Autonomous systems are moving into physical environments at a pace that is only accelerating. Robotics making decisions on factory floors. AI coordinating logistics and production. Machines managing processes that used to require human judgment at every step. The efficiency case for all of it is real and the momentum is not slowing down.
But as those systems take on more responsibility in the physical world, a question emerges that I think becomes one of your defining challenges over the next decade. How do you verify that the AI is actually doing what you think it is doing?
Software telemetry tells you what the system reported about itself. A camera tells you what actually happened. Those two things diverge more often than anyone is currently accounting for, and the gap between them matters enormously as the stakes of autonomous physical operations increase.
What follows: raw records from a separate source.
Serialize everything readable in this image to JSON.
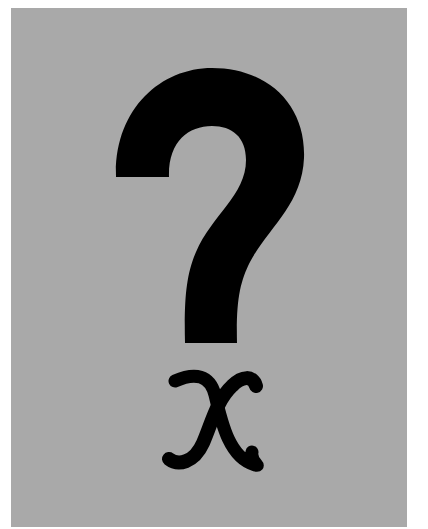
{
  "image": {
    "subject": "question mark above a variable x",
    "symbols": [
      {
        "name": "question-mark",
        "glyph": "?"
      },
      {
        "name": "variable-x",
        "glyph": "x"
      }
    ],
    "colors": {
      "background": "#ffffff",
      "panel": "#a9a9a9",
      "ink": "#000000"
    }
  }
}
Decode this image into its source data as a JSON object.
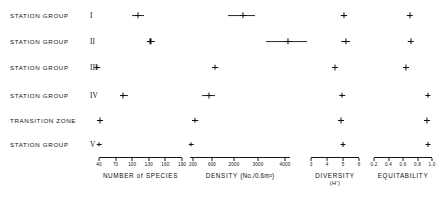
{
  "figure": {
    "type": "multi-panel-dot-plot",
    "background": "#ffffff",
    "ink_color": "#121212"
  },
  "rows": [
    {
      "id": "station-group-1",
      "name": "STATION  GROUP",
      "roman": "I",
      "y": 15
    },
    {
      "id": "station-group-2",
      "name": "STATION  GROUP",
      "roman": "II",
      "y": 41
    },
    {
      "id": "station-group-3",
      "name": "STATION  GROUP",
      "roman": "III",
      "y": 67
    },
    {
      "id": "station-group-4",
      "name": "STATION  GROUP",
      "roman": "IV",
      "y": 95
    },
    {
      "id": "transition-zone",
      "name": "TRANSITION  ZONE",
      "roman": "",
      "y": 120
    },
    {
      "id": "station-group-5",
      "name": "STATION  GROUP",
      "roman": "V",
      "y": 144
    }
  ],
  "chart_data": [
    {
      "id": "panel-species",
      "type": "scatter",
      "title": "NUMBER of SPECIES",
      "subtitle": "",
      "xlabel": "NUMBER of SPECIES",
      "ylabel": "",
      "axis_px": {
        "left": 99,
        "right": 182,
        "y": 157
      },
      "ticks": [
        40,
        70,
        100,
        130,
        160,
        190
      ],
      "tick_labels": [
        "40",
        "70",
        "100",
        "130",
        "160",
        "190"
      ],
      "xlim": [
        32,
        198
      ],
      "categories": [
        "STATION GROUP I",
        "STATION GROUP II",
        "STATION GROUP III",
        "STATION GROUP IV",
        "TRANSITION ZONE",
        "STATION GROUP V"
      ],
      "values": [
        110,
        133,
        37,
        84,
        41,
        40
      ],
      "err_low": [
        100,
        126,
        34,
        78,
        36,
        39
      ],
      "err_high": [
        122,
        142,
        41,
        92,
        47,
        41
      ],
      "marker_size": [
        6.5,
        6.5,
        5.5,
        6.0,
        6.0,
        4.5
      ]
    },
    {
      "id": "panel-density",
      "type": "scatter",
      "title": "DENSITY",
      "unit": "(No./0.6m²)",
      "xlabel": "DENSITY (No./0.6m²)",
      "ylabel": "",
      "axis_px": {
        "left": 190,
        "right": 290,
        "y": 157
      },
      "ticks": [
        200,
        600,
        2000,
        3000,
        4000
      ],
      "tick_labels": [
        "200",
        "600",
        "2000",
        "3000",
        "4000"
      ],
      "tick_px": [
        193,
        212,
        234,
        258,
        285
      ],
      "xlim_px": [
        190,
        290
      ],
      "categories": [
        "STATION GROUP I",
        "STATION GROUP II",
        "STATION GROUP III",
        "STATION GROUP IV",
        "TRANSITION ZONE",
        "STATION GROUP V"
      ],
      "values_px": [
        243,
        288,
        215,
        209,
        195,
        191
      ],
      "err_low_px": [
        228,
        266,
        212,
        202,
        192,
        190
      ],
      "err_high_px": [
        255,
        307,
        218,
        215,
        198,
        192
      ],
      "marker_size": [
        6.5,
        6.5,
        5.5,
        6.0,
        5.5,
        4.5
      ]
    },
    {
      "id": "panel-diversity",
      "type": "scatter",
      "title": "DIVERSITY",
      "subtitle": "(H')",
      "xlabel": "DIVERSITY (H')",
      "ylabel": "",
      "axis_px": {
        "left": 311,
        "right": 359,
        "y": 157
      },
      "ticks": [
        3,
        4,
        5,
        6
      ],
      "tick_labels": [
        "3",
        "4",
        "5",
        "6"
      ],
      "xlim": [
        2.8,
        6.2
      ],
      "categories": [
        "STATION GROUP I",
        "STATION GROUP II",
        "STATION GROUP III",
        "STATION GROUP IV",
        "TRANSITION ZONE",
        "STATION GROUP V"
      ],
      "values": [
        5.05,
        5.2,
        4.5,
        4.95,
        4.85,
        5.0
      ],
      "err_low": [
        4.85,
        4.9,
        4.35,
        4.9,
        4.78,
        4.95
      ],
      "err_high": [
        5.25,
        5.45,
        4.65,
        5.0,
        4.92,
        5.05
      ],
      "marker_size": [
        6.5,
        6.5,
        6.0,
        5.5,
        6.0,
        5.0
      ]
    },
    {
      "id": "panel-equitability",
      "type": "scatter",
      "title": "EQUITABILITY",
      "subtitle": "",
      "xlabel": "EQUITABILITY",
      "ylabel": "",
      "axis_px": {
        "left": 374,
        "right": 432,
        "y": 157
      },
      "ticks": [
        0.2,
        0.4,
        0.6,
        0.8,
        1.0
      ],
      "tick_labels": [
        "0.2",
        "0.4",
        "0.6",
        "0.8",
        "1.0"
      ],
      "xlim": [
        0.14,
        1.06
      ],
      "categories": [
        "STATION GROUP I",
        "STATION GROUP II",
        "STATION GROUP III",
        "STATION GROUP IV",
        "TRANSITION ZONE",
        "STATION GROUP V"
      ],
      "values": [
        0.69,
        0.71,
        0.64,
        0.94,
        0.93,
        0.94
      ],
      "err_low": [
        0.67,
        0.69,
        0.625,
        0.925,
        0.915,
        0.935
      ],
      "err_high": [
        0.71,
        0.73,
        0.655,
        0.955,
        0.945,
        0.945
      ],
      "marker_size": [
        6.5,
        6.5,
        6.0,
        5.5,
        6.0,
        5.0
      ]
    }
  ]
}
The pattern is clear: as physical AI scales, so does the need for physical ground truth.
If you are deploying autonomous systems, this is not a theoretical concern. It is an emerging governance requirement. If you have already built the habit of treating your camera infrastructure as an operational platform, that accountability layer will be available when you need it. If you are still treating cameras as a facilities expense, you will be building from scratch at exactly the moment the pressure to govern physical AI becomes impossible to ignore.
The Platform Has Been There the Whole Time
You have been asking where the next source of competitive advantage will come from. The answer is already installed, already networked, and already running.
The first move is not technical. Find out who owns your camera infrastructure today. Then ask whether IT has a seat at the table when camera projects are scoped, funded, and deployed. If the answer is no, that is the gap to close first. The rest follows from there.
Your next competitive advantage is not in the cloud. It has been on the ceiling the whole time.
All thoughts and opinions are my own.